Articles
Articles and analyses from the INET community on the key economic questions of our time.

Is Wall Street Doing its Job?
What we’re reading: A weekly scan of published items relevant to the Institute’s work

A Global Marshall Plan for Joblessness?
The corrosive social and economic effects of what have now become ‘normal’ unemployment levels require new solutions, and tradewithout full employment exacerbates the problem

Helicopter Money on a Leash?
Any use of money-financed fiscal expansion as a policy tool will require rules to ensure discipline and avoid excess

When Economists Attack
How Gerald Friedman’s assessment of Bernie Sanders economic proposals prompted a rare public political spat among economists.

The Road not Taken
Axel Leijonhufvud showed economists a promising path forward. They should have taken it. Leijonhufvud passed away on May 5, 2022

In EU budget debates, ‘technocratic’ veil hides political choices
As the European Union Commission readies itself for a new round of budgetary recommendations, INET senior economist Orsola Costantini warns that that the debate over how those harsh fiscal constraints are to be determined is based on a formula that masks political choices as technocratic imperatives.

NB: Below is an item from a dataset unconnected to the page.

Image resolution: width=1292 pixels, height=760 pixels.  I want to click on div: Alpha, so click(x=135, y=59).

Three Questions with John Eric Humphries
John Eric Humphries is a member of the Inequality: Measurement, Interpretation, and Policy (MIP) network and a National Science Foundation Graduate Research Fellow in the Department of Economics at the University of Chicago. He is the co-author of the book, The Myth of Achievement Tests, The GED and the Role of Character in American Life, along with James J. Heckman and Tim Kautz. Humphries is also a 2013 alum of the Summer School on Socieconomic Inequality.

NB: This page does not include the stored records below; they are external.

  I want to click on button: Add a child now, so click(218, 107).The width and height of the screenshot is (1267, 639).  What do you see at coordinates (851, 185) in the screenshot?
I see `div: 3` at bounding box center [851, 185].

Liquidity Trap & Excessive Leverage
How excessive debt hurts the economy and why to curb it.

Marcello de Cecco (1939-2016)
Paying tribute to one of the world’s most distinguished economic historians.
The China Delusion

Professional Expertise or Politics Driving Economists’ View of Hillary and Bernie?
Bullet-point financial reform proposals are either too simple or too vague.